Why Can’t The GOP Get Behind Mitt Romney?
What is wrong with Mitt Romney? Why is the Republican Party wasting its time looking under every rock in Creation (pun intended) for someone who is just about guaranteed to be less intelligent and less accomplished than the former Massachusetts governor? Why are conservative bloggers who are still pining for a Chris Christie candidacy allowed to get within ten feet of a keyboard without supervision? Is it possible that the GOP, in its nonsensical quest for a chest beating fire breathing bona fide conservative who is willing to shut the entire federal government down if necessary and throw away the key, is ignoring the best chance they have to regain the White House in 2012?
I am beginning to like Mitt Romney more and more with each Republican debate, which is a mouthful for someone who often thinks the GOP should be given a time machine so they could zap themselves back to the Constitutional Convention. In fact, Romney’s political reasonableness isn’t all that different from the political reasonableness of our current Democratic president. Aside from a tendency to rail on about how he would deal with “Obamacare” and a penchant for the “Obama is a failure” phrase that is aimed squarely at the more hardcore constituents of the Republican Party, the former Massachusetts governor’s firm grasp of today’s political realities unquestionably separates him from the riffraff that comprises the rest of the slate of GOP presidential hopefuls.
The worst thing about our media’s insistence on trying to score presidential debates like boxing matches is the inordinate amount of emphasis placed on how well a candidate hurls verbal bon mots at his opponents while he stands on a TV soundstage. I don’t know whose idea it was to put together this marathon of back to back to back to back to back debates, but if they figured all of this TV time would put President Obama at a disadvantage, they were wrong.
The public has gotten more than a little tired of the weekly broadcast of the same old talking points. Many of the candidates—actually, now that I think of it, all of them except Romney—have taken their turn as the viral video joke of the week around the web because of some of their more extremist rhetoric. And some of the members of the audiences for these debates have loudly demonstrated over the last two weeks that they are sorely deficient in the human decency department.

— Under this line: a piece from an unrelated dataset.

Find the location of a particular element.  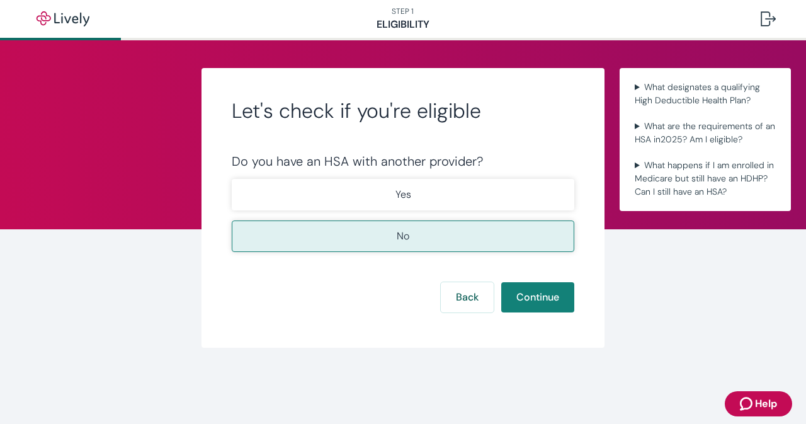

They say timing is everything. All those years the Republican Party has toiled to cultivate lockstep close-mindedness amongst their followers has resulted in a bumper crop of intolerant right wing conservative voters just when America’s shifting demographics make it almost impossible, under our current electoral system, to elect another George Bush. I think the real reason the GOP faithful can’t get excited about Romney is because they know he will make the Republican Party’s bible thumpers and militia minded maniacs go to the back of the bus if he gets behind the wheel.